Solved – Mean fold change and confidence intervals

confidence interval

I have paired data that come in the form of a pre-treatment ($Pre$) measurement and a post-treatment ($Post$) measurement. So for sake of example you can imagine my data set is the following $n=5$ pairs of measurements:

Subject   Pre-treatment   Post-treatment
  1            10              20
  2            28              43
  3            20              80
  4             0              15
  5            18              65

So the way a fold-change is defined is
$$\text{Fold Change}=\frac{Post-Pre}{Pre}$$

So my first question is how do I calculate a fold change when I have a 0 as a pre-treatment measurement? Is there some sort of valid translation or transformation I can apply such that I am not dividing by 0 and the meaning of the fold change is preserved?

Second question, which assumes we have valid fold change measurements (so for this part you don't have to worry about the problem in the first question), how can I calculate a confidence interval for the average fold change? I know, in my example above, I can calculate the 5 fold changes and take an average to get an average point estimate, but is there a closed form for the interval? Would one way be to assume normality of the fold changes and simply calculate it as point estimate plus or minus the standard error?

Best Answer

There are two approaches that you can take to your first question.

  1. Recognize that for any value where the pre-treatment value was $0$ will have an undefined fold change.
  2. Add an arbitrarily small value to both sides. The smaller the value, the greater the precision for the fold change for all other values. This also comes with the risk that the smaller the value, the larger the fold change will be for any value that was originally $0$. This also deserves a greater explanation in your results than if you just labeled the results as undefined.

Confidence intervals for fold changes would likely follow a $\chi^2$ distribution, based upon the similarity of the fold change and the $\chi^2$ test for equal proportions.

Another approach you may want to consider for this data would be a $\chi^2$ test for equal proportions, with its associated critical values and $P$ value.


• [Exercise requirements] Reproduce the records that follow in full, excluding any picture they contain.

• [Excerpted data]
=-=-=-=-=
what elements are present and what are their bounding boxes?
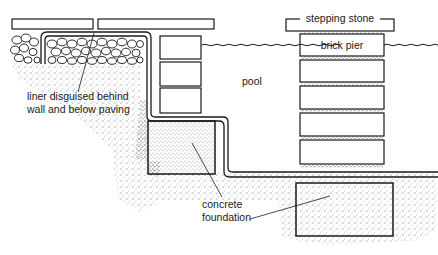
liner-label-line1: liner disguised behind	[27, 90, 129, 102]
pool-label: pool	[242, 75, 262, 87]
rubble-fill	[11, 34, 144, 64]
stepping-stone-label: stepping stone	[306, 12, 374, 24]
stepping-stone: stepping stone	[286, 12, 394, 31]
paving-slabs	[12, 19, 214, 29]
concrete-label-line1: concrete	[202, 198, 242, 210]
pool-cross-section-diagram: stepping stone brick pier pool liner dis…	[0, 0, 438, 255]
brick-pier: brick pier	[300, 31, 384, 168]
concrete-label-line2: foundation	[202, 211, 251, 223]
brick-pier-label: brick pier	[321, 39, 364, 51]
liner-label-line2: wall and below paving	[26, 103, 130, 115]
retaining-wall	[160, 36, 201, 113]
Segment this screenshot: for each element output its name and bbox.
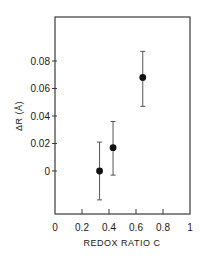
x-tick-label: 0.8 (156, 222, 170, 233)
y-tick-label: 0 (44, 166, 50, 177)
x-tick-label: 1 (187, 222, 193, 233)
y-tick-label: 0.06 (31, 83, 51, 94)
x-tick-label: 0.2 (75, 222, 89, 233)
data-point (139, 51, 146, 106)
data-series (96, 51, 146, 200)
marker-dot (139, 74, 146, 81)
scatter-chart: 00.020.040.060.08 00.20.40.60.81 REDOX R… (0, 0, 202, 259)
x-tick-label: 0.4 (102, 222, 116, 233)
y-tick-label: 0.08 (31, 56, 51, 67)
data-point (110, 122, 117, 176)
marker-dot (110, 144, 117, 151)
y-tick-label: 0.04 (31, 111, 51, 122)
y-axis: 00.020.040.060.08 (31, 56, 57, 177)
y-tick-label: 0.02 (31, 138, 51, 149)
x-tick-label: 0.6 (129, 222, 143, 233)
y-axis-label: ΔR (Å) (14, 101, 24, 131)
x-tick-label: 0 (52, 222, 58, 233)
x-axis: 00.20.40.60.81 (52, 209, 193, 233)
x-axis-label: REDOX RATIO C (84, 238, 161, 248)
plot-frame (55, 17, 190, 214)
data-point (96, 142, 103, 200)
marker-dot (96, 168, 103, 175)
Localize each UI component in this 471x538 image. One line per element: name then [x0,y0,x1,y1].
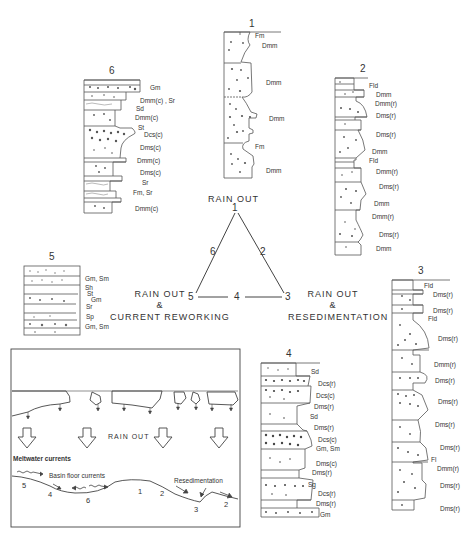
facies-label: Dms(r) [314,425,334,432]
log-6-title: 6 [109,66,115,76]
facies-label: Dmm(r) [434,362,456,369]
caption-line: RAIN OUT [110,289,210,300]
facies-label: Dms(r) [440,506,460,513]
facies-label: Dmm(c) [135,206,158,213]
inset-basin-floor-label: Basin floor currents [49,472,105,479]
facies-label: Dcs(r) [318,491,336,498]
log-5-title: 5 [49,252,55,262]
facies-label: Dms(r) [379,232,399,239]
facies-label: Gm, Sm [85,324,109,331]
log-1-title: 1 [249,19,255,29]
facies-label: Sr [142,180,149,187]
log-2-clasts [339,81,359,248]
caption-line: RESEDIMENTATION [288,312,378,323]
facies-label: Sd [311,369,319,376]
facies-label: Gm, Sm [316,446,340,453]
facies-label: Fl [431,457,436,464]
facies-label: Sr [86,304,93,311]
log-3-title: 3 [418,266,424,276]
facies-label: Dcs(c) [318,437,337,444]
inset-floor-number: 1 [138,487,142,496]
facies-label: Sg [308,482,316,489]
log-4-title: 4 [286,349,292,359]
inset-floor-number: 4 [48,490,52,499]
facies-label: Dms(r) [433,308,453,315]
facies-label: Dmm [269,116,285,123]
inset-dropstones [27,403,233,419]
facies-label: Fld [428,316,437,323]
facies-label: Dmm [266,168,282,175]
facies-label: Dmm(c) [137,158,160,165]
facies-label: Dmm [374,201,390,208]
facies-label: Fld [369,83,378,90]
facies-label: Dmm [376,246,392,253]
log-1-clasts [227,41,251,173]
facies-label: Dmm(r) [375,101,397,108]
facies-label: Dmm [262,43,278,50]
facies-label: Dms(r) [433,292,453,299]
log-3-column [392,280,450,510]
inset-floor-number: 2 [160,489,164,498]
facies-label: Dmm(c) , Sr [140,98,175,105]
facies-label: Sd [136,106,144,113]
log-4-clasts [265,367,313,514]
facies-label: Dmm(r) [372,214,394,221]
log-5-column [24,266,80,335]
caption-line: RAIN OUT [288,289,378,300]
facies-label: Dcs(c) [316,393,335,400]
inset-meltwater-label: Meltwater currents [13,455,71,462]
facies-label: Gm [320,512,330,519]
log-4-column [261,363,320,517]
facies-label: Dms(c) [140,145,161,152]
facies-label: Sp [86,314,94,321]
facies-label: Dms(r) [438,336,458,343]
caption-line: & [110,300,210,311]
facies-label: Dms(r) [435,378,455,385]
facies-label: Dmm [266,80,282,87]
facies-label: Fm [255,33,264,40]
vertex-3-caption: RAIN OUT & RESEDIMENTATION [288,289,378,323]
facies-label: Dcs(r) [318,381,336,388]
log-1-column [224,32,281,178]
log-5-clasts [29,269,67,333]
caption-line: CURRENT REWORKING [110,312,210,323]
vertex-1-number: 1 [232,203,238,213]
facies-label: Sd [310,414,318,421]
facies-label: Dmm(c) [135,115,158,122]
edge-label-4: 4 [234,292,240,302]
log-2-title: 2 [360,64,366,74]
facies-label: Dmm(r) [376,169,398,176]
inset-floor-number: 5 [22,481,26,490]
log-2-column [335,78,368,255]
vertex-5-caption: RAIN OUT & CURRENT REWORKING [110,289,210,323]
facies-label: Fm [255,144,264,151]
facies-label: Dcs(c) [144,132,163,139]
inset-rain-out-label: RAIN OUT [108,433,149,440]
inset-resedimentation-label: Resedimentation [174,477,223,484]
facies-label: Fld [369,158,378,165]
edge-label-6: 6 [210,247,216,257]
facies-label: Dms(r) [376,132,396,139]
edge-label-2: 2 [260,247,266,257]
facies-label: Dms(c) [140,170,161,177]
facies-label: Dms(r) [440,483,460,490]
facies-label: Dms(r) [314,404,334,411]
facies-label: Dms(r) [316,501,336,508]
facies-label: Dmm(r) [437,466,459,473]
facies-label: Gm [150,85,160,92]
facies-label: Dms(c) [316,461,337,468]
facies-label: Gm, Sm [85,276,109,283]
facies-label: Fm, Sr [133,190,153,197]
facies-label: Dmm [376,92,392,99]
log-3-clasts [397,295,419,506]
facies-label: Dms(r) [312,470,332,477]
facies-label: Dms(r) [435,422,455,429]
log-6-clasts [89,86,136,209]
facies-label: Dms(r) [438,399,458,406]
facies-label: Fld [424,283,433,290]
inset-floor-number: 2 [224,500,228,509]
facies-label: Dms(r) [376,113,396,120]
facies-label: Dms(r) [379,184,399,191]
facies-label: Dms(r) [440,445,460,452]
facies-label: Dmm [372,149,388,156]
=-=-=-=-=
• [Result of this exercise]
what elements are present and what are their bounding boxes?
liner-label-line1: liner disguised behind	[27, 90, 129, 102]
pool-label: pool	[242, 75, 262, 87]
rubble-fill	[11, 34, 144, 64]
stepping-stone-label: stepping stone	[306, 12, 374, 24]
stepping-stone: stepping stone	[286, 12, 394, 31]
paving-slabs	[12, 19, 214, 29]
concrete-label-line1: concrete	[202, 198, 242, 210]
pool-cross-section-diagram: stepping stone brick pier pool liner dis…	[0, 0, 438, 255]
brick-pier: brick pier	[300, 31, 384, 168]
concrete-label-line2: foundation	[202, 211, 251, 223]
brick-pier-label: brick pier	[321, 39, 364, 51]
liner-label-line2: wall and below paving	[26, 103, 130, 115]
retaining-wall	[160, 36, 201, 113]
Segment this screenshot: for each element output its name and bbox.
x-tick-label: 0.8 (156, 222, 170, 233)
y-tick-label: 0 (44, 166, 50, 177)
x-tick-label: 1 (187, 222, 193, 233)
y-tick-label: 0.06 (31, 83, 51, 94)
x-tick-label: 0.2 (75, 222, 89, 233)
data-point (139, 51, 146, 106)
data-series (96, 51, 146, 200)
marker-dot (139, 74, 146, 81)
scatter-chart: 00.020.040.060.08 00.20.40.60.81 REDOX R… (0, 0, 202, 259)
x-tick-label: 0.4 (102, 222, 116, 233)
y-tick-label: 0.08 (31, 56, 51, 67)
data-point (110, 122, 117, 176)
marker-dot (110, 144, 117, 151)
y-tick-label: 0.04 (31, 111, 51, 122)
y-axis: 00.020.040.060.08 (31, 56, 57, 177)
y-tick-label: 0.02 (31, 138, 51, 149)
x-tick-label: 0.6 (129, 222, 143, 233)
y-axis-label: ΔR (Å) (14, 101, 24, 131)
x-tick-label: 0 (52, 222, 58, 233)
x-axis: 00.20.40.60.81 (52, 209, 193, 233)
x-axis-label: REDOX RATIO C (84, 238, 161, 248)
plot-frame (55, 17, 190, 214)
data-point (96, 142, 103, 200)
marker-dot (96, 168, 103, 175)
Localize each UI component in this 471x538 image. One line per element: name then [x0,y0,x1,y1].
facies-label: Dms(r) [314,425,334,432]
log-6-title: 6 [109,66,115,76]
facies-label: Dmm(r) [434,362,456,369]
caption-line: RAIN OUT [110,289,210,300]
facies-label: Dms(r) [440,506,460,513]
facies-label: Dmm(c) [135,206,158,213]
inset-basin-floor-label: Basin floor currents [49,472,105,479]
facies-label: Dcs(r) [318,491,336,498]
log-5-title: 5 [49,252,55,262]
facies-label: Dms(r) [379,232,399,239]
facies-label: Gm, Sm [85,324,109,331]
log-1-title: 1 [249,19,255,29]
facies-label: Sr [142,180,149,187]
log-2-clasts [339,81,359,248]
caption-line: RESEDIMENTATION [288,312,378,323]
facies-label: Sd [311,369,319,376]
facies-label: Gm, Sm [316,446,340,453]
facies-label: Fl [431,457,436,464]
facies-label: Sr [86,304,93,311]
log-3-title: 3 [418,266,424,276]
facies-label: Dcs(c) [318,437,337,444]
inset-floor-number: 1 [138,487,142,496]
facies-label: Sg [308,482,316,489]
log-4-title: 4 [286,349,292,359]
inset-floor-number: 4 [48,490,52,499]
facies-label: Dms(r) [433,308,453,315]
facies-label: Dmm [269,116,285,123]
inset-dropstones [27,403,233,419]
facies-label: Fld [428,316,437,323]
facies-label: Dmm [266,168,282,175]
facies-label: Dmm(c) [137,158,160,165]
facies-label: Dmm [374,201,390,208]
facies-label: Fld [369,83,378,90]
facies-label: Dmm [376,246,392,253]
log-1-clasts [227,41,251,173]
facies-label: Dmm(r) [375,101,397,108]
facies-label: Dmm [262,43,278,50]
facies-label: Dms(r) [433,292,453,299]
log-3-column [392,280,450,510]
inset-floor-number: 2 [160,489,164,498]
facies-label: Dmm(c) , Sr [140,98,175,105]
facies-label: Sd [136,106,144,113]
log-4-clasts [265,367,313,514]
facies-label: Dmm(r) [372,214,394,221]
log-5-column [24,266,80,335]
caption-line: RAIN OUT [288,289,378,300]
facies-label: Dcs(c) [316,393,335,400]
inset-meltwater-label: Meltwater currents [13,455,71,462]
facies-label: Gm [320,512,330,519]
log-4-column [261,363,320,517]
facies-label: Dms(c) [140,145,161,152]
facies-label: Sp [86,314,94,321]
facies-label: Dms(r) [438,336,458,343]
caption-line: & [110,300,210,311]
facies-label: Dms(r) [435,378,455,385]
facies-label: Dmm [266,80,282,87]
facies-label: Fm [255,33,264,40]
vertex-3-caption: RAIN OUT & RESEDIMENTATION [288,289,378,323]
facies-label: Dcs(r) [318,381,336,388]
log-1-column [224,32,281,178]
log-5-clasts [29,269,67,333]
caption-line: CURRENT REWORKING [110,312,210,323]
vertex-1-number: 1 [232,203,238,213]
facies-label: Sd [310,414,318,421]
facies-label: Dmm(c) [135,115,158,122]
edge-label-4: 4 [234,292,240,302]
log-2-title: 2 [360,64,366,74]
facies-label: Dmm(r) [376,169,398,176]
inset-floor-number: 5 [22,481,26,490]
log-2-column [335,78,368,255]
vertex-5-caption: RAIN OUT & CURRENT REWORKING [110,289,210,323]
facies-label: Fm [255,144,264,151]
facies-label: Dcs(c) [144,132,163,139]
inset-rain-out-label: RAIN OUT [108,433,149,440]
inset-resedimentation-label: Resedimentation [174,477,223,484]
facies-label: Fld [369,158,378,165]
edge-label-6: 6 [210,247,216,257]
facies-label: Dms(r) [376,132,396,139]
edge-label-2: 2 [260,247,266,257]
facies-label: Dms(c) [140,170,161,177]
facies-label: Dms(r) [440,483,460,490]
facies-label: Dms(r) [314,404,334,411]
facies-label: Dms(r) [316,501,336,508]
facies-label: Dmm(r) [437,466,459,473]
facies-label: Gm [150,85,160,92]
facies-label: Dms(c) [316,461,337,468]
facies-label: Gm, Sm [85,276,109,283]
facies-label: Fm, Sr [133,190,153,197]
facies-label: Dmm [376,92,392,99]
log-3-clasts [397,295,419,506]
facies-label: Dms(r) [312,470,332,477]
facies-label: Dms(r) [435,422,455,429]
log-6-clasts [89,86,136,209]
facies-label: Dms(r) [438,399,458,406]
facies-label: Fld [424,283,433,290]
inset-floor-number: 2 [224,500,228,509]
facies-label: Dms(r) [376,113,396,120]
facies-label: Dms(r) [379,184,399,191]
facies-label: Dms(r) [440,445,460,452]
facies-label: Dmm [372,149,388,156]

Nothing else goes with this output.